3. Prepare for Economic Stability and Non-Essential Roles
Given that wages will be capped and human economic contribution will decline as a share of GDP:
- Identify Accessory Work Niches: If hyper-specialized genius work is not your path, consider preparing for roles in accessory work: tasks non-essential to growth but potentially untouched by automation. Examples include arts and crafts, literature, hospitality, fine dining, or care work/therapy. These roles offer continuity and stability because the computational resources required to replicate the "human touch" may remain economically impractical.

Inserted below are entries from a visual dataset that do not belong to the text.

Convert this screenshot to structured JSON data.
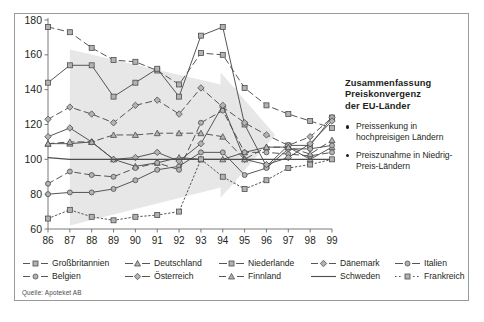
{
  "figure": {
    "source_note": "Quelle: Apoteket AB"
  },
  "sidepanel": {
    "title": "Zusammenfassung Preiskonvergenz der EU-Länder",
    "title_lines": [
      "Zusammenfassung",
      "Preiskonvergenz",
      "der EU-Länder"
    ],
    "bullets": [
      "Preissenkung in hochpreisigen Ländern",
      "Preiszunahme in Niedrig-Preis-Ländern"
    ]
  },
  "chart_data": {
    "type": "line",
    "title": "",
    "xlabel": "",
    "ylabel": "",
    "x": [
      "86",
      "87",
      "88",
      "89",
      "90",
      "91",
      "92",
      "93",
      "94",
      "95",
      "96",
      "97",
      "98",
      "99"
    ],
    "xlim": [
      0,
      13
    ],
    "ylim": [
      60,
      180
    ],
    "yticks": [
      60,
      80,
      100,
      120,
      140,
      160,
      180
    ],
    "ytick_labels": [
      "60",
      "80",
      "100",
      "120",
      "140",
      "160",
      "180"
    ],
    "grid": false,
    "legend_position": "bottom",
    "series": [
      {
        "name": "Großbritannien",
        "marker": "square",
        "dash": "6,4",
        "values": [
          176,
          173,
          164,
          157,
          156,
          151,
          143,
          161,
          160,
          141,
          131,
          126,
          122,
          118
        ]
      },
      {
        "name": "Deutschland",
        "marker": "triangle",
        "dash": "",
        "values": [
          109,
          109,
          110,
          100,
          96,
          98,
          101,
          100,
          100,
          104,
          107,
          107,
          100,
          107
        ]
      },
      {
        "name": "Niederlande",
        "marker": "square",
        "dash": "",
        "values": [
          144,
          154,
          154,
          136,
          144,
          152,
          136,
          171,
          176,
          120,
          96,
          108,
          108,
          124
        ]
      },
      {
        "name": "Dänemark",
        "marker": "diamond",
        "dash": "6,4",
        "values": [
          123,
          130,
          126,
          121,
          131,
          134,
          126,
          141,
          130,
          121,
          114,
          108,
          113,
          124
        ]
      },
      {
        "name": "Italien",
        "marker": "circle",
        "dash": "",
        "values": [
          80,
          81,
          81,
          83,
          88,
          94,
          96,
          104,
          104,
          91,
          95,
          106,
          106,
          108
        ]
      },
      {
        "name": "Belgien",
        "marker": "circle",
        "dash": "6,4",
        "values": [
          86,
          93,
          91,
          90,
          95,
          98,
          94,
          121,
          128,
          104,
          104,
          103,
          102,
          104
        ]
      },
      {
        "name": "Österreich",
        "marker": "diamond",
        "dash": "",
        "values": [
          113,
          118,
          110,
          100,
          101,
          104,
          99,
          109,
          131,
          100,
          97,
          101,
          109,
          122
        ]
      },
      {
        "name": "Finnland",
        "marker": "triangle",
        "dash": "6,4",
        "values": [
          109,
          110,
          110,
          114,
          114,
          115,
          115,
          115,
          113,
          100,
          107,
          107,
          103,
          111
        ]
      },
      {
        "name": "Schweden",
        "marker": "none",
        "dash": "",
        "values": [
          101,
          100,
          100,
          100,
          100,
          100,
          100,
          100,
          100,
          100,
          100,
          100,
          100,
          100
        ]
      },
      {
        "name": "Frankreich",
        "marker": "square",
        "dash": "1.6,2.4",
        "values": [
          66,
          71,
          67,
          65,
          67,
          68,
          70,
          100,
          90,
          83,
          88,
          95,
          97,
          100
        ]
      }
    ]
  },
  "legend": {
    "rows": [
      [
        {
          "label": "Großbritannien",
          "marker": "square",
          "dash": "6,4"
        },
        {
          "label": "Deutschland",
          "marker": "triangle",
          "dash": ""
        },
        {
          "label": "Niederlande",
          "marker": "square",
          "dash": ""
        },
        {
          "label": "Dänemark",
          "marker": "diamond",
          "dash": "6,4"
        },
        {
          "label": "Italien",
          "marker": "circle",
          "dash": ""
        }
      ],
      [
        {
          "label": "Belgien",
          "marker": "circle",
          "dash": "6,4"
        },
        {
          "label": "Österreich",
          "marker": "diamond",
          "dash": ""
        },
        {
          "label": "Finnland",
          "marker": "triangle",
          "dash": "6,4"
        },
        {
          "label": "Schweden",
          "marker": "none",
          "dash": ""
        },
        {
          "label": "Frankreich",
          "marker": "square",
          "dash": "1.6,2.4"
        }
      ]
    ]
  },
  "colors": {
    "line": "#4d4d4d",
    "marker_fill": "#b3b3b3",
    "axis": "#6b6b6b",
    "band": "#e6e6e6",
    "frame": "#9a9a9a",
    "text": "#231f20"
  }
}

- Advocate for Income Redistribution: Since income will accrue predominantly to those who own or control computational resources, leaders should participate in discussions or policy advocacy concerning how to share the income generated by compute, such as through universal dividends or treating compute as a public resource.
- Decouple Meaning from Economic Utility: Recognize that in the AGI economy, human work no longer drives progress or improves living standards; humans "won't be missed" economically. Prepare personally and institutionally to help people find meaning and purpose outside of economically essential labor.
The Bottom Line: Become Unmissable
The reports are blunt: routine knowledge workers risk becoming missable.
If AI can outperform us at scale, the only way to stay in the frame is to become unmissable by moving toward the frontier of novelty, taste, and trust.
This means stepping beyond the familiar paths of applying existing knowledge and instead carving out unique contributions in spaces AI cannot yet reach.
If economic power will concentrate in the hands of compute owners, wages will flatten. The antidote to being sidelined is then to ensure your work is positioned where it cannot be ignored.
To practice this, strategically redesign your “portfolios of effort.” Route repeatable, codified tasks to AI and protect scarce human attention for the hardest, most original questions.
Specialize in problems furthest from consensus, cultivate comparative advantage in judgment and integration, and lean into accessory work where the “human touch” remains a luxury.
Becoming unmissable is not about clinging to old roles but about shifting deliberately to the edges of knowledge, creativity, and meaning, where AI is least capable and human presence is most valued.